Friday Morning Links
Assorted content to end your week. – Matthew Yglesias points out that a particular income level may have radically different implications depending on an individual’s place in life, and that…
Assorted content to end your week. – Matthew Yglesias points out that a particular income level may have radically different implications depending on an individual’s place in life, and that…
Miscellaneous material for your mid-week reading. – Andrew Nikiforuk offers his suggestions as to how Rachel Notley can improve Alberta’s economy and political scene in her first term in office.…
Louis-Philippe Rochon Associate Professor, Laurentian Economics Founding Co-Editor, Review of Keynesian Economics Follow him on Twitter @Lprochon Originally published by CBC. Find commentary here. The federal Liberal Party’s recent election…
This and that for your Tuesday reading. – Will McMartin highlights the fact that constant corporate tax slashing has done nothing other than hand ever-larger piles of money to businesses…

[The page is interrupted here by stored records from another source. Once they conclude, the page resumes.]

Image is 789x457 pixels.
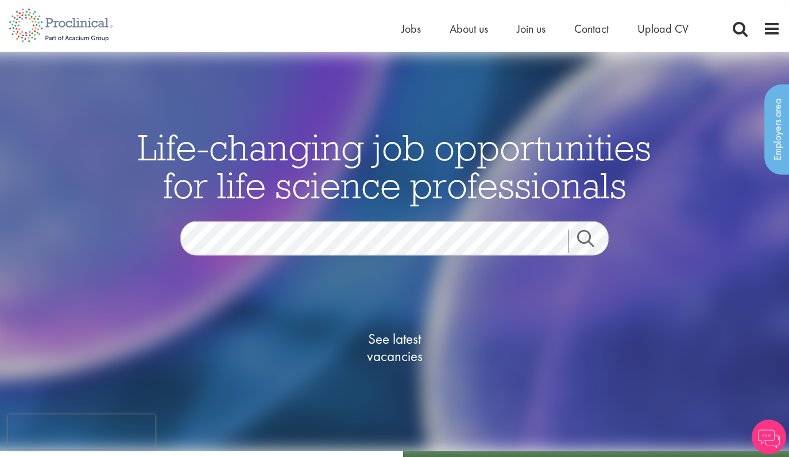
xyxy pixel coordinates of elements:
span: Life-changing job opportunities for life science professionals [138,124,651,208]
a: Contact [574,21,609,36]
a: Job search submit button [568,230,617,253]
a: About us [450,21,488,36]
span: See latest vacancies [337,330,452,365]
a: Jobs [401,21,421,36]
img: Chatbot [752,419,786,454]
a: Upload CV [638,21,689,36]
a: Join us [517,21,546,36]
iframe: reCAPTCHA [8,414,155,449]
a: See latestvacancies [337,284,452,411]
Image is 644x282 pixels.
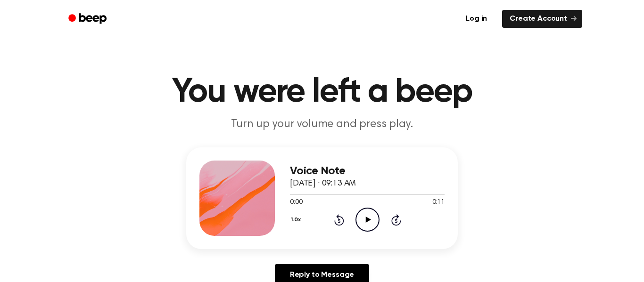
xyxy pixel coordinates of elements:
a: Log in [456,8,496,30]
span: 0:11 [432,198,445,208]
span: [DATE] · 09:13 AM [290,179,356,188]
h3: Voice Note [290,165,445,178]
span: 0:00 [290,198,302,208]
h1: You were left a beep [80,75,563,110]
a: Beep [62,10,115,28]
button: 1.0x [290,212,304,228]
a: Create Account [502,10,582,28]
p: Turn up your volume and press play. [141,117,503,133]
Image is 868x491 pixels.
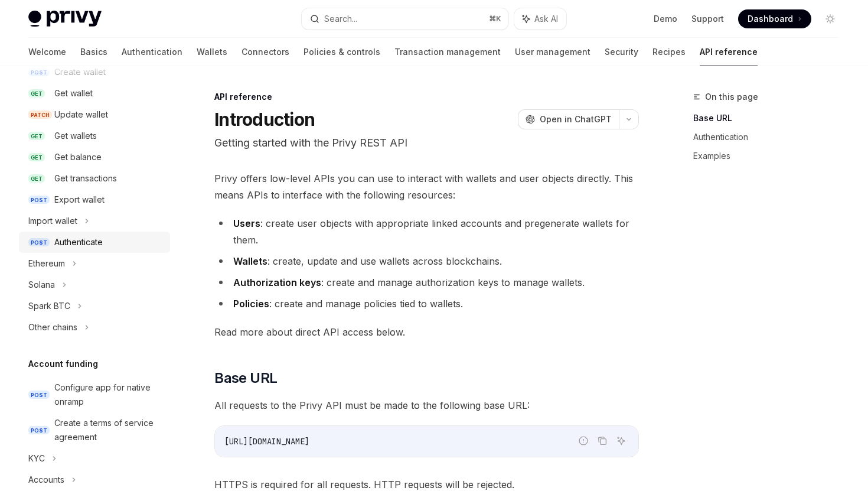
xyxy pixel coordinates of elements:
[54,150,102,164] div: Get balance
[653,38,685,66] a: Recipes
[242,38,290,66] a: Connectors
[54,235,103,249] div: Authenticate
[28,38,66,66] a: Welcome
[214,170,639,203] span: Privy offers low-level APIs you can use to interact with wallets and user objects directly. This ...
[576,433,591,448] button: Report incorrect code
[28,277,55,292] div: Solana
[693,109,849,128] a: Base URL
[214,135,639,151] p: Getting started with the Privy REST API
[214,274,639,290] li: : create and manage authorization keys to manage wallets.
[54,380,163,409] div: Configure app for native onramp
[514,8,566,29] button: Ask AI
[28,214,77,228] div: Import wallet
[693,146,849,166] a: Examples
[700,38,757,66] a: API reference
[28,89,45,98] span: GET
[214,295,639,312] li: : create and manage policies tied to wallets.
[197,38,228,66] a: Wallets
[214,397,639,414] span: All requests to the Privy API must be made to the following base URL:
[214,368,277,387] span: Base URL
[28,426,50,435] span: POST
[54,192,104,207] div: Export wallet
[28,391,50,399] span: POST
[28,299,70,313] div: Spark BTC
[28,256,65,270] div: Ethereum
[19,377,170,412] a: POSTConfigure app for native onramp
[28,11,102,27] img: light logo
[19,125,170,146] a: GETGet wallets
[394,38,500,66] a: Transaction management
[54,86,93,100] div: Get wallet
[233,255,267,267] strong: Wallets
[821,10,839,28] button: Toggle dark mode
[121,38,182,66] a: Authentication
[19,104,170,125] a: PATCHUpdate wallet
[233,298,269,309] strong: Policies
[214,91,639,103] div: API reference
[214,215,639,248] li: : create user objects with appropriate linked accounts and pregenerate wallets for them.
[214,323,639,340] span: Read more about direct API access below.
[28,357,98,371] h5: Account funding
[81,38,107,66] a: Basics
[518,109,619,129] button: Open in ChatGPT
[28,320,77,334] div: Other chains
[738,10,811,28] a: Dashboard
[489,14,501,24] span: ⌘ K
[534,13,558,25] span: Ask AI
[539,113,612,125] span: Open in ChatGPT
[304,38,380,66] a: Policies & controls
[233,217,260,229] strong: Users
[54,107,108,121] div: Update wallet
[692,13,724,25] a: Support
[653,13,677,25] a: Demo
[19,412,170,448] a: POSTCreate a terms of service agreement
[28,174,45,183] span: GET
[19,146,170,168] a: GETGet balance
[54,129,97,143] div: Get wallets
[28,451,45,465] div: KYC
[28,472,65,487] div: Accounts
[54,416,163,444] div: Create a terms of service agreement
[214,109,314,130] h1: Introduction
[605,38,638,66] a: Security
[705,90,758,104] span: On this page
[693,128,849,146] a: Authentication
[302,8,508,29] button: Search...⌘K
[28,111,52,120] span: PATCH
[324,12,357,26] div: Search...
[614,433,629,448] button: Ask AI
[28,132,45,141] span: GET
[19,231,170,253] a: POSTAuthenticate
[28,238,50,247] span: POST
[19,82,170,104] a: GETGet wallet
[594,433,610,448] button: Copy the contents from the code block
[28,153,45,162] span: GET
[214,253,639,269] li: : create, update and use wallets across blockchains.
[54,171,117,185] div: Get transactions
[747,13,793,25] span: Dashboard
[224,436,309,446] span: [URL][DOMAIN_NAME]
[515,38,591,66] a: User management
[28,196,50,205] span: POST
[233,276,321,288] strong: Authorization keys
[19,189,170,210] a: POSTExport wallet
[19,168,170,189] a: GETGet transactions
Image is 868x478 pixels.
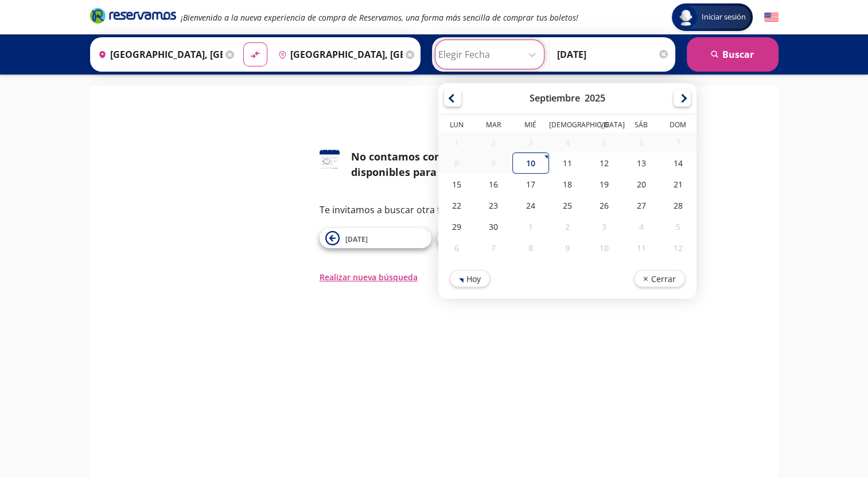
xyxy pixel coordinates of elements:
a: Brand Logo [90,7,176,27]
th: Jueves [549,120,586,132]
input: Opcional [557,40,670,69]
div: 11-Sep-25 [549,152,586,174]
div: 15-Sep-25 [439,174,475,195]
div: 27-Sep-25 [623,195,659,216]
span: [DATE] [345,235,368,244]
button: [DATE] [437,228,549,248]
input: Elegir Fecha [439,40,541,69]
div: 16-Sep-25 [475,174,512,195]
div: 12-Sep-25 [586,152,623,174]
div: 06-Oct-25 [439,238,475,259]
button: English [765,10,778,25]
div: 25-Sep-25 [549,195,586,216]
button: Buscar [687,37,778,72]
div: No contamos con horarios disponibles para esta fecha [351,149,549,180]
div: 11-Oct-25 [623,238,659,259]
div: Septiembre [530,92,580,104]
div: 06-Sep-25 [623,132,659,152]
th: Viernes [586,120,623,132]
div: 24-Sep-25 [512,195,549,216]
div: 09-Oct-25 [549,238,586,259]
th: Domingo [659,120,696,132]
div: 09-Sep-25 [475,153,512,173]
div: 30-Sep-25 [475,216,512,238]
th: Lunes [439,120,475,132]
div: 03-Oct-25 [586,216,623,238]
th: Sábado [623,120,659,132]
div: 01-Sep-25 [439,132,475,152]
div: 01-Oct-25 [512,216,549,238]
div: 19-Sep-25 [586,174,623,195]
th: Miércoles [512,120,549,132]
div: 03-Sep-25 [512,132,549,152]
div: 04-Oct-25 [623,216,659,238]
div: 08-Oct-25 [512,238,549,259]
div: 10-Oct-25 [586,238,623,259]
div: 14-Sep-25 [659,152,696,174]
div: 07-Sep-25 [659,132,696,152]
div: 26-Sep-25 [586,195,623,216]
p: Te invitamos a buscar otra fecha o ruta [319,203,549,217]
div: 29-Sep-25 [439,216,475,238]
div: 08-Sep-25 [439,153,475,173]
div: 20-Sep-25 [623,174,659,195]
input: Buscar Origen [94,40,223,69]
em: ¡Bienvenido a la nueva experiencia de compra de Reservamos, una forma más sencilla de comprar tus... [181,12,578,23]
div: 22-Sep-25 [439,195,475,216]
div: 05-Oct-25 [659,216,696,238]
div: 02-Oct-25 [549,216,586,238]
th: Martes [475,120,512,132]
i: Brand Logo [90,7,176,24]
div: 28-Sep-25 [659,195,696,216]
div: 04-Sep-25 [549,132,586,152]
div: 23-Sep-25 [475,195,512,216]
div: 12-Oct-25 [659,238,696,259]
div: 10-Sep-25 [512,152,549,174]
div: 21-Sep-25 [659,174,696,195]
button: Realizar nueva búsqueda [319,272,418,283]
div: 2025 [585,92,606,104]
div: 18-Sep-25 [549,174,586,195]
span: Iniciar sesión [697,11,751,23]
button: [DATE] [319,228,432,248]
div: 07-Oct-25 [475,238,512,259]
button: Hoy [450,270,490,287]
div: 05-Sep-25 [586,132,623,152]
button: Cerrar [633,270,685,287]
div: 17-Sep-25 [512,174,549,195]
div: 13-Sep-25 [623,152,659,174]
input: Buscar Destino [273,40,403,69]
div: 02-Sep-25 [475,132,512,152]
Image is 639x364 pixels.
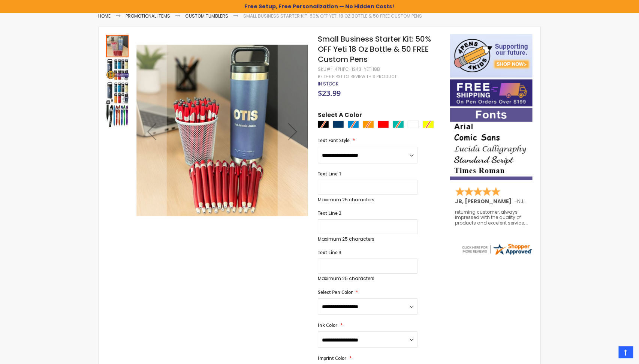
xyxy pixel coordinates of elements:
span: In stock [318,81,338,87]
span: Text Line 3 [318,249,342,255]
div: 4PHPC-1243-YETI18B [335,66,380,72]
p: Maximum 25 characters [318,197,418,203]
img: 4pens 4 kids [450,34,533,78]
img: font-personalization-examples [450,108,533,180]
div: Small Business Starter Kit: 50% OFF Yeti 18 Oz Bottle & 50 FREE Custom Pens [106,81,129,104]
div: Navy Blue [333,121,344,128]
span: NJ [518,197,527,205]
img: 4pens.com widget logo [461,243,533,256]
span: Imprint Color [318,355,346,361]
span: - , [515,197,580,205]
span: Text Line 2 [318,210,342,216]
span: $23.99 [318,88,340,98]
span: JB, [PERSON_NAME] [456,197,515,205]
span: Text Font Style [318,137,350,144]
div: Small Business Starter Kit: 50% OFF Yeti 18 Oz Bottle & 50 FREE Custom Pens [106,34,129,58]
img: Small Business Starter Kit: 50% OFF Yeti 18 Oz Bottle & 50 FREE Custom Pens [136,45,308,216]
img: Small Business Starter Kit: 50% OFF Yeti 18 Oz Bottle & 50 FREE Custom Pens [106,58,129,81]
span: Select Pen Color [318,289,353,296]
img: Small Business Starter Kit: 50% OFF Yeti 18 Oz Bottle & 50 FREE Custom Pens [106,105,129,127]
span: Text Line 1 [318,171,342,177]
li: Small Business Starter Kit: 50% OFF Yeti 18 Oz Bottle & 50 FREE Custom Pens [244,13,422,19]
div: Previous [137,34,167,229]
div: returning customer, always impressed with the quality of products and excelent service, will retu... [456,209,528,225]
strong: SKU [318,66,332,72]
div: Red [378,121,389,128]
a: 4pens.com certificate URL [461,251,533,258]
a: Home [98,13,111,19]
img: Small Business Starter Kit: 50% OFF Yeti 18 Oz Bottle & 50 FREE Custom Pens [106,81,129,104]
div: Small Business Starter Kit: 50% OFF Yeti 18 Oz Bottle & 50 FREE Custom Pens [106,104,129,127]
p: Maximum 25 characters [318,236,418,242]
div: Small Business Starter Kit: 50% OFF Yeti 18 Oz Bottle & 50 FREE Custom Pens [106,58,129,81]
a: Custom Tumblers [186,13,229,19]
div: Next [278,34,308,229]
span: Ink Color [318,322,338,328]
div: Availability [318,81,338,87]
span: Select A Color [318,111,362,121]
a: Promotional Items [126,13,171,19]
img: Free shipping on orders over $199 [450,79,533,106]
div: White [408,121,419,128]
a: Top [619,346,633,358]
span: Small Business Starter Kit: 50% OFF Yeti 18 Oz Bottle & 50 FREE Custom Pens [318,34,431,64]
a: Be the first to review this product [318,74,397,79]
p: Maximum 25 characters [318,275,418,281]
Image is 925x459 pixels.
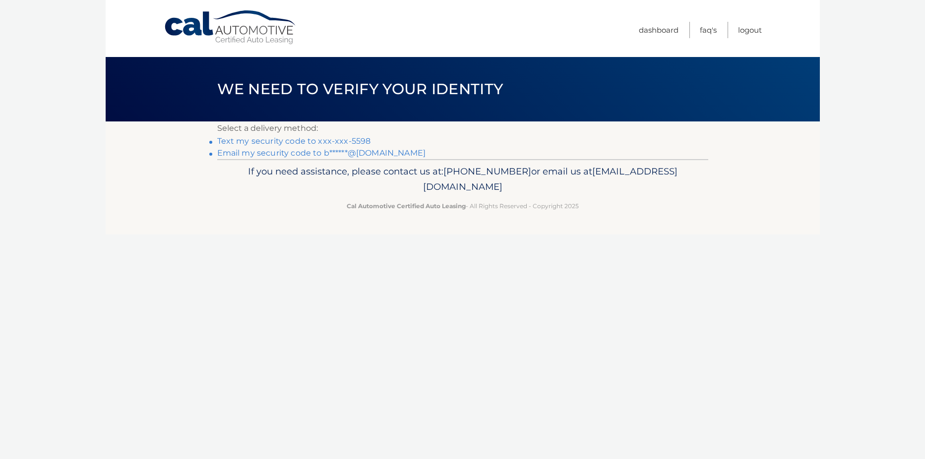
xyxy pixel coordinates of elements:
[164,10,297,45] a: Cal Automotive
[217,148,426,158] a: Email my security code to b******@[DOMAIN_NAME]
[224,201,702,211] p: - All Rights Reserved - Copyright 2025
[224,164,702,195] p: If you need assistance, please contact us at: or email us at
[217,136,371,146] a: Text my security code to xxx-xxx-5598
[700,22,716,38] a: FAQ's
[217,80,503,98] span: We need to verify your identity
[217,121,708,135] p: Select a delivery method:
[738,22,762,38] a: Logout
[639,22,678,38] a: Dashboard
[443,166,531,177] span: [PHONE_NUMBER]
[347,202,466,210] strong: Cal Automotive Certified Auto Leasing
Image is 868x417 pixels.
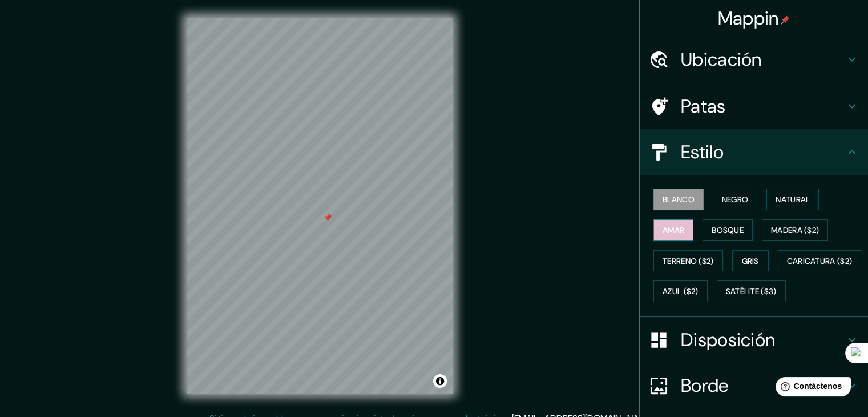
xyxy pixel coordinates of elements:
button: Azul ($2) [653,280,708,302]
font: Gris [742,256,759,266]
button: Caricatura ($2) [777,250,862,272]
font: Caricatura ($2) [787,256,852,266]
font: Estilo [680,140,724,164]
font: Satélite ($3) [726,287,777,297]
button: Satélite ($3) [717,280,786,302]
img: pin-icon.png [781,16,790,25]
font: Patas [680,95,726,118]
font: Blanco [662,194,695,205]
canvas: Mapa [187,18,453,394]
button: Madera ($2) [762,220,828,241]
font: Mappin [718,6,779,30]
div: Borde [640,363,868,409]
font: Bosque [711,225,743,235]
button: Bosque [702,220,752,241]
button: Blanco [653,188,704,210]
font: Madera ($2) [771,225,819,235]
font: Natural [776,194,810,205]
button: Terreno ($2) [653,250,723,272]
font: Ubicación [680,47,762,71]
div: Disposición [640,317,868,363]
font: Amar [662,225,684,235]
font: Azul ($2) [662,287,699,297]
font: Terreno ($2) [662,256,714,266]
font: Negro [722,194,748,205]
div: Estilo [640,129,868,175]
button: Gris [732,250,768,272]
font: Borde [680,374,728,398]
iframe: Lanzador de widgets de ayuda [766,372,855,405]
button: Natural [766,188,819,210]
button: Activar o desactivar atribución [433,374,447,388]
button: Negro [713,188,757,210]
button: Amar [653,220,693,241]
div: Patas [640,84,868,129]
font: Disposición [680,328,775,352]
div: Ubicación [640,36,868,82]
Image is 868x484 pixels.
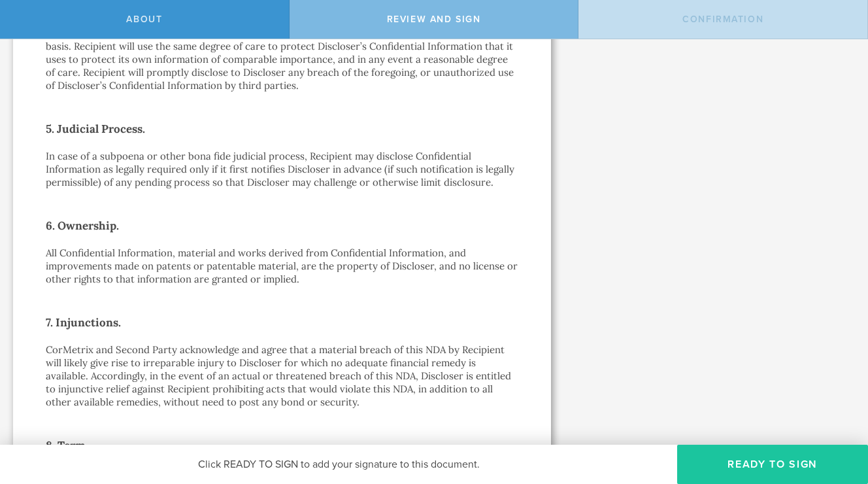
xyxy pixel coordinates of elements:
[387,14,481,25] span: Review and sign
[46,247,518,286] p: All Confidential Information, material and works derived from Confidential Information, and impro...
[46,118,518,139] h2: 5. Judicial Process.
[46,435,518,456] h2: 8. Term.
[46,215,518,236] h2: 6. Ownership.
[126,14,162,25] span: About
[682,14,764,25] span: Confirmation
[677,445,868,484] button: Ready to Sign
[46,150,518,189] p: In case of a subpoena or other bona fide judicial process, Recipient may disclose Confidential In...
[46,312,518,333] h2: 7. Injunctions.
[46,344,518,409] p: CorMetrix and Second Party acknowledge and agree that a material breach of this NDA by Recipient ...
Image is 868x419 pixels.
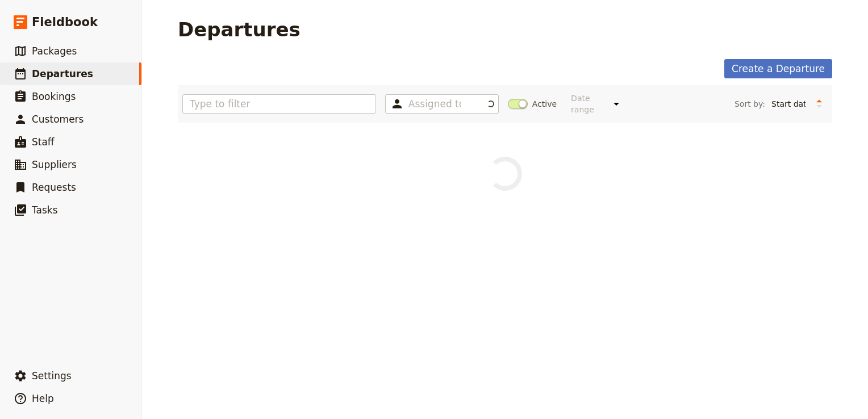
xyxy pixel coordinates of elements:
a: Create a Departure [724,59,832,78]
span: Sort by: [735,98,765,110]
span: Active [533,98,557,110]
button: Change sort direction [811,95,828,112]
span: Suppliers [32,159,76,171]
input: Type to filter [182,94,376,113]
span: Staff [32,136,54,147]
span: Help [32,393,54,405]
select: Sort by: [767,95,811,112]
span: Settings [32,371,72,382]
h1: Departures [178,18,300,41]
span: Requests [32,182,76,193]
span: Bookings [32,91,76,102]
span: Departures [32,68,93,79]
input: Assigned to [408,97,461,111]
span: Customers [32,113,84,125]
span: Fieldbook [32,14,98,30]
span: Packages [32,45,76,57]
span: Tasks [32,205,58,216]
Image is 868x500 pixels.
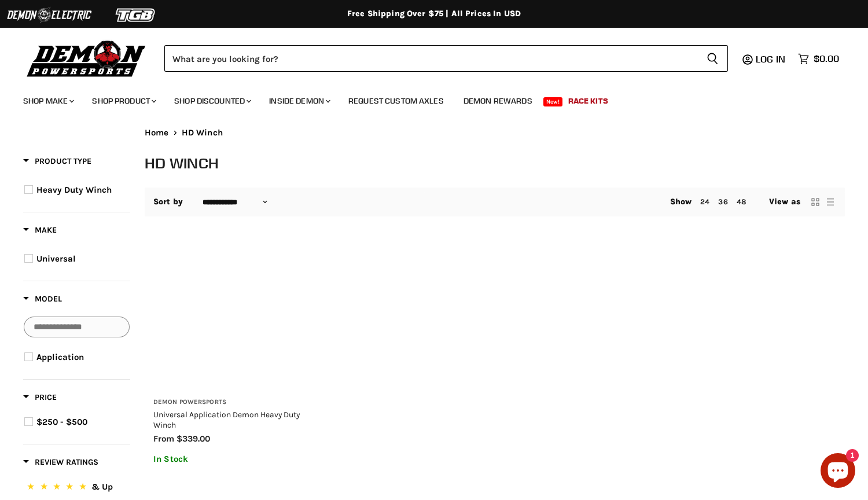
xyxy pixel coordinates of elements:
[145,128,169,138] a: Home
[37,352,84,362] span: Application
[23,294,62,304] span: Model
[83,89,163,113] a: Shop Product
[814,53,839,64] span: $0.00
[164,45,728,72] form: Product
[23,226,57,235] span: Make
[23,225,57,239] button: Filter by Make
[769,198,801,206] span: View as
[15,89,81,113] a: Shop Make
[751,54,792,64] a: Log in
[809,196,821,208] button: grid view
[145,153,845,172] h1: HD Winch
[92,482,113,492] span: & Up
[24,480,129,497] button: 5 Stars.
[455,89,541,113] a: Demon Rewards
[23,38,149,79] img: Demon Powersports
[340,89,453,113] a: Request Custom Axles
[756,53,785,65] span: Log in
[153,198,183,206] label: Sort by
[23,392,57,402] span: Price
[145,188,845,217] nav: Collection utilities
[37,253,76,264] span: Universal
[23,294,62,308] button: Filter by Model
[737,198,746,206] a: 48
[24,316,129,337] input: Search Options
[23,457,99,467] span: Review Ratings
[23,156,92,166] span: Product Type
[260,89,337,113] a: Inside Demon
[37,417,87,427] span: $250 - $500
[23,456,99,471] button: Filter by Review Ratings
[15,85,837,113] ul: Main menu
[670,197,692,206] span: Show
[37,184,112,195] span: Heavy Duty Winch
[153,410,300,429] a: Universal Application Demon Heavy Duty Winch
[164,45,698,72] input: Search
[93,4,179,26] img: TGB Logo 2
[719,198,727,206] a: 36
[6,4,93,26] img: Demon Electric Logo 2
[698,45,728,72] button: Search
[153,398,302,406] h3: Demon Powersports
[824,196,837,208] button: list view
[153,434,174,444] span: from
[544,97,563,107] span: New!
[817,453,858,490] inbox-online-store-chat: Shopify online store chat
[700,198,710,206] a: 24
[165,89,258,113] a: Shop Discounted
[182,128,223,138] span: HD Winch
[792,51,845,67] a: $0.00
[23,156,92,170] button: Filter by Product Type
[153,455,302,464] p: In Stock
[153,240,302,390] a: Universal Application Demon Heavy Duty Winch
[559,89,617,113] a: Race Kits
[23,392,57,406] button: Filter by Price
[145,128,845,138] nav: Breadcrumbs
[177,434,210,444] span: $339.00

This and that for your Sunday reading. – The Vancouver Sun interviews Andrew MacLeod about his new book on inequality in British Columbia. And Tanara Yelland talks to Guy Standing…
Assorted content to end your week. – PressProgress weighs in on corporate Canada’s twelve-figure tax avoidance, while noting that the Cons’ decision to slash enforcement against tax cheats (while attacking…
This and that for your Thursday reading. – Canadians for Tax Fairness crunches the numbers and finds that Canada is losing out on nearly $200 billion in assets being sheltered…
Miscellaneous material for your mid-week reading. – Sean McElwee offers a new set of evidence that the right-wing Republicans who run on the economy in fact do it nothing but…
This and that for your Tuesday reading. – Branko Milanovic discusses how rent theory fits into the glaring gap between productivity and wages: Bob Solow explored a couple of days…
Miscellaneous material to start your week. – Justin Wolfers discusses new research showing how location has a dramatic effect on the future of young children. And it’s particularly striking that…
This and that for your Sunday reading. – Michael Kraus, Shai Davidai and A. David Nussbaum discuss the myth of social mobility in the U.S. And Nicholas Kristof writes that…
Assorted content for your weekend reading. – Lynne Fernandez properly labels the Cons’ federal budget as the “inequality budget”. Andrew Jackson discusses how we’ve ended up in a new Gilded…
Assorted content to end your week. – Bill McKibben argues that Bernie Sanders’ run for the presidency should have massive positive impacts extending far beyond both Sanders’ central theme of…
This and that for your Thursday reading. – Robert Reich offers a long-form look at the relationship between inequality and policies designed to extract riches for the wealthy at everybody…
This and that for your Tuesday reading. – Peter Ladner discusses why our tax and fiscal policies should be designed to reduce inequality – rather than exacerbating it as the…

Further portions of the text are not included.